FOREX OPTIONS: Expiries for Jun13 NY cut 1000ET (Source DTCC)

  • EUR/USD: $1.0575(E651mln), $1.0625-35(E567mln), $1.0675(E630mln), $1.0745-50(E1.9bln)
  • EUR/JPY: Y143.00(E1.6bln)
  • USD/CNY: Cny6.85(2.2bln)

ASIA FX: CPI Aftereffects

The release of expectation-beating U.S. CPI data after hours on Friday reverberated in Asia, as regional markets reopened, seeing U.S. Tsy yields creep higher still. Risk aversion fuelled by China's difficult COVID-19 situation exacerbated weakness in Asia EM FX space.

  • CNH: Offshore yuan went offered before stabilising later in the session. The redback ignored a firmer than expected PBOC fix (25-pip deviation from sell-side estimate) as participants parsed COVID-19 headlines highlighting upticks in Shanghai & Beijing case tallies that resulted in partial re-tightening of virus curbs. Spot USD/CNH sits ~260 pips higher after printing a three-week high.
  • KRW: The won was comfortably the worst performer in the Asia EM basket, as fallout from the U.S. & China was amplified by domestic concerns. Early trade data showed that South Korea recorded a trade deficit of $6bn in the first 10 days of June, as a couple of public holidays weighed on exports. Meanwhile, North Korea fired artillery shots, presumably from multiple rocket launchers, amid fears of a potential imminent nuclear test.
  • IDR: Spot USD/IDR crept higher, with the rupiah suffering from higher U.S. Tsy yields. Bank Indonesia's weekly survey showed that inflation may break out of the central bank's target range this month.
  • MYR: Spot USD/MYR took out May 19 high of MYR4.4085 and lodged fresh cycle highs at levels last seen more than two years ago.
  • PHP: Firm resistance from PHP53.000 gave way as spot USD/PHP soared in line with regional trend, ignoring outgoing BSP Gov Diokno's remark that the central bank will scale back its daily purchases of government securities as policy normalises. Separately, incoming Economic Planning Secretary Balisacan suggested that higher inflation may cause 2022 GDP growth to average below the target set by the outgoing administration.
  • THB: Hawkish comments from BoT Gov Sethaput helped the baht recover from lows, after spot USD/THB showed at its best levels in four years. The official tipped hat to the need to withdraw monetary stimulus as inflation rises, testing the central bank's policy mandate. In a break with previously cautious language, he added that "too slow a rate hike is not good," opening the door for the BoT to join the global tightening campaign.
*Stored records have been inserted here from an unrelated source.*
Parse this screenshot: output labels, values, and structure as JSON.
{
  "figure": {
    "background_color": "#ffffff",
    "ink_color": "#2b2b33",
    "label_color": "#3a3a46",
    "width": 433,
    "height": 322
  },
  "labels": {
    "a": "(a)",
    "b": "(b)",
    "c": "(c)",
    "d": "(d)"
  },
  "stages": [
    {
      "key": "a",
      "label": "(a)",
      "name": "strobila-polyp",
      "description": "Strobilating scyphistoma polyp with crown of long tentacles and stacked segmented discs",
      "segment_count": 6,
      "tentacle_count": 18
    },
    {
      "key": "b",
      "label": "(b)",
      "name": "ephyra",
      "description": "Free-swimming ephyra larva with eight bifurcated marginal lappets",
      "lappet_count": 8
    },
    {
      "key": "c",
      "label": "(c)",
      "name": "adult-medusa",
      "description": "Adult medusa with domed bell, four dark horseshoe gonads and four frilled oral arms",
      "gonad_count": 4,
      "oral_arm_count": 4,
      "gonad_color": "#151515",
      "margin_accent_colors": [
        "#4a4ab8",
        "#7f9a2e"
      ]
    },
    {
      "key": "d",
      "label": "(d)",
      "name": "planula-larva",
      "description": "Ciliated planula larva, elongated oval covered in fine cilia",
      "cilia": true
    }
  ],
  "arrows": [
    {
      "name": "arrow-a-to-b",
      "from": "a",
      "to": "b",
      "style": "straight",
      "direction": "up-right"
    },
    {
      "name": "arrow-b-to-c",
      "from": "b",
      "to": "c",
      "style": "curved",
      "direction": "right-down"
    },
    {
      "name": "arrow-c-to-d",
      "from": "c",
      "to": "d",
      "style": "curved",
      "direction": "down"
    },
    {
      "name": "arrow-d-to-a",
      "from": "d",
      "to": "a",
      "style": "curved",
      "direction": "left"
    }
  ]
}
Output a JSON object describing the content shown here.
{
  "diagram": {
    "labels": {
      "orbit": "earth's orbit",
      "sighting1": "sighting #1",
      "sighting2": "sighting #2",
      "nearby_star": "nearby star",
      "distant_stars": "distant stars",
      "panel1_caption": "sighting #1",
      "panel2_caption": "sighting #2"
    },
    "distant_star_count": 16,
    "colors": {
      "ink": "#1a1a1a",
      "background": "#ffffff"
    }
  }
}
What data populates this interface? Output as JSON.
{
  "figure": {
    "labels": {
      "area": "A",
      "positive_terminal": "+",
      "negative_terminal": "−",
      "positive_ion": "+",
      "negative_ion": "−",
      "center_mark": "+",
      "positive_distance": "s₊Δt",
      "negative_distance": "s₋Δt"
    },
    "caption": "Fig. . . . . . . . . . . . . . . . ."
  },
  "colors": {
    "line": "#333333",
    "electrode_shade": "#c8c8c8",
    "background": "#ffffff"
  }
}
UP TODAY (Times GMT/Local)

DateGMT/LocalImpactFlagCountryEvent
13/06/20220600/0700**UK Index of Services
13/06/20220600/0700**UK UK Monthly GDP
13/06/20220600/0700***UK Index of Production
13/06/20220600/0700**UK Output in the Construction Industry
13/06/20220600/0700**UK Trade Balance
13/06/20220600/0800**NO Norway GDP
13/06/20221100/1300EU ECB de Guindos at Arab Central Banks & Monetary Authorities' Meeting
13/06/20221230/0830*CA Household debt-to-disposable income
13/06/20221500/1100**US NY Fed survey of consumer expectations
13/06/20221530/1130*US US Treasury Auction Result for 13 Week Bill
13/06/20221530/1130*US US Treasury Auction Result for 26 Week Bill

To read the full story

Close

Why MNI

MNI is the leading provider

of intelligence and analysis on the Global Fixed Income, Foreign Exchange and Energy markets. We use an innovative combination of real-time analysis, deep fundamental research and journalism to provide unique and actionable insights for traders and investors. Our "All signal, no noise" approach drives an intelligence service that is succinct and timely, which is highly regarded by our time constrained client base.

Our Head Office is in London with offices in Chicago, Washington and Beijing, as well as an on the ground presence in other major financial centres across the world.